To date no environmental cost forecast methodology has evolved accurate indicia to measure this phenomenon of disproportionately increasing costs, but it is essential to consider this factor when considering what legislative, regulatory or other action is appropriate to devise effective capital formation and/or capital recovery strategies. Before considering possible specific legal-legislative options for capital formation, two basic policy issues must be considered: first, whether it is appropriate for the federal government to assist the

dary ambient air quality standards are standards the attainment and maintenance of which are requisite to protect the public welfare from any known or anticipated adverse effects associated with the presence of such air pollutant in the ambient air. Clean Air Amendments of 1970, §§ 109(b)(1), (2), 42 U.S.C. §§ 1857c-4(b)(1), (2) (1970).

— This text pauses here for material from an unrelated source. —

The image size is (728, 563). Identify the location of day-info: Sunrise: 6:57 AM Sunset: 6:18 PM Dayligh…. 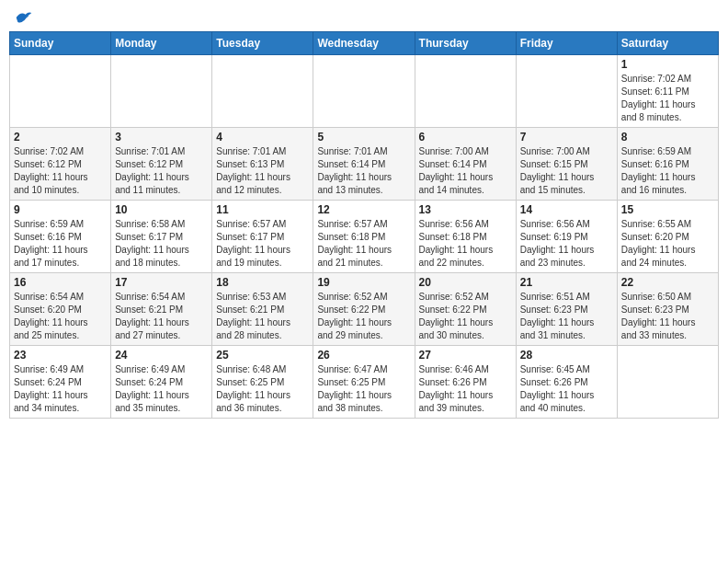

12. Id. § 110, 42 U.S.C. § 1857c-5 (1970).

13. Sierra Club v. Ruckelshaus, 344 F. Supp. 253 (D.D.C. 1972), aff'd, 412 U.S. 541 (1973) (no opinion). See also 39 Fed. Reg. 42510-17 (1974).

14. The Federal Water Pollution Control Act of 1972, 33 U.S.C. §§ 1251-1376 (Supp. V 1975), structures a progressively more stringent control program which requires by July 1, 1977, "the best practicable control technology currently available” and by July 1, 1983, "the best available technology economically achievable" which will result in "reasonable further progress" toward the elimination of all discharges of pollutants by 1985. Id. § 301(b), 33 U.S.C. § 1311(b) (Supp. V 1975).

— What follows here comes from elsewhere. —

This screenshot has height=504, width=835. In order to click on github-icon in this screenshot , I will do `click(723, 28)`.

15. Id. See, e.g., id. § 208, 33 U.S.C. § 1288 (Supp. V 1975) (areawide waste treatment management planning); id. § 209, 33 U.S.C. § 1289 (Supp. V 1975) (basin planning). Other examples of cost augmentation include the increasing cost of federal decision-making arising from judicially expanded NEPA requirements. Current aircraft noise abatement regulations pursuant to the Noise Control Act of 1972, 42 U.S.C. §§ 4901-4918 (Supp. V 1975), likewise involve increased incremental cost.